Systematic lymphadenectomy did not improve survival in endometrial carcinoma
Compared with standard surgery, pelvic lymphadenectomy did not improve overall or recurrence-free survival in women with early endometrial cancer, according to data published in The Lancet.
Researchers in Europe conducted A Study in the Treatment of Endometrial Cancer (ASTEC), a two-part trial designed to address the efficacy of surgical and radiological therapies in women with endometrial cancer.
The data reported herein are from the surgical portion of the trial, which aimed to determine whether pelvic lymphadenectomy could improve survival among this patient population. The randomized, controlled trial was conducted from July 1998 to March 2005 at 85 centers in four countries.
The study included 1,408 women at a median age of 63 years with endometrial carcinoma initially thought to be confined to corpus uteri. Patients were randomly assigned to standard surgery defined as hysterectomy with bilateral salpingo-oophorectomy, peritoneal washings and palpation of para-aortic nodes (n=704) or standard surgery plus lymphadenectomy.
Of patients in the lymphadenectomy group, 72 women had between one and four lymph nodes removed and 396 had ≥10 nodes removed. In the standard surgery group, 35 women had nodes removed. The median count was two and four women had ≥10 nodes removed.
After a median follow-up of 37 months, 191 women had died; overall survival curves indicated no differences between the two groups. The researchers classified four women in the standard surgery group and nine in the lymphadenectomy group as having treatment-related or disease- and treatment-related deaths. One-third of the deaths in both groups were not related to disease or treatment.
Disease recurred in 75 women in the standard surgery group and 98 women in the lymphadenectomy group. At the time of analysis, death or disease recurrence occurred in 107 patients from the standard surgery group and 144 patients from the lymphadenectomy group.
No benefit to OS, recurrence-free survival
The researchers combined Kaplan-Meier curves for OS and recurrence-free survival with model curves that fit the Royston-Parmar parametric model and the absolute difference between the treatment groups over time. According to these curves, five-year OS was 81% (95% CI, 77%-85%) for standard surgery and 80% (95% CI, 76%-84%) for lymphadenectomy.
Similarly, five-year recurrence-free survival favored standard surgery by 6%. Rates were 79% (95% CI, 75%-83%) for standard surgery and 73% (95% CI, 69%-77%) for lymphadenectomy. According to the researchers, throughout the study period the absolute difference in OS was near zero, while the absolute difference in recurrence-free survival increased.
This large, randomized trial suggests that unless surgical staging will directly affect adjuvant therapy, routine systematic pelvic lymphadenectomy cannot be recommended in women undergoing primary surgery for stage I endometrial cancer outside of clinical trials, the researchers wrote.
According to the researchers, differences in pretreatment characteristics suggested that women in the standard surgery group may have been at a lower risk for recurrence compared with women in the lymphadenectomy group. After adjusting for such differences, the researchers reported an HR close to 1.0 for OS and recurrence-free survival. Lymphadenectomy was not associated with benefit to OS (HR=1.04; 95% CI, 0.74-1.45) or recurrence-free survival (HR=1.25; 95% CI, 0.93-1.6).
Lancet. 2008;doi:10.1016/S0140-6736(08)61766-3.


# WORK REQUEST
Select from the data all lines with the word "central".

═══ RECORD EXTRACTS ═══

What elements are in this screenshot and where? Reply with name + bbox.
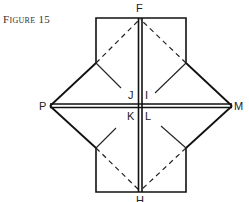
origami-fold-diagram: F P M J I K L H [0,0,249,202]
label-h: H [136,194,144,202]
label-j: J [128,89,134,101]
label-m: M [234,100,243,112]
label-f: F [136,2,143,14]
central-horizontal-line [50,104,232,108]
label-k: K [127,110,135,122]
dashed-fold-lines [96,19,186,191]
label-i: I [145,89,148,101]
central-vertical-line [139,18,143,192]
inner-flap-lines [96,63,186,148]
top-square-outline [96,18,186,63]
label-p: P [39,100,46,112]
label-l: L [145,110,151,122]
diamond-edges [50,63,232,148]
bottom-square-outline [96,148,186,192]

═══

# ANSWER FOR THE TASK
central-horizontal-line [50,104,232,108]
central-vertical-line [139,18,143,192]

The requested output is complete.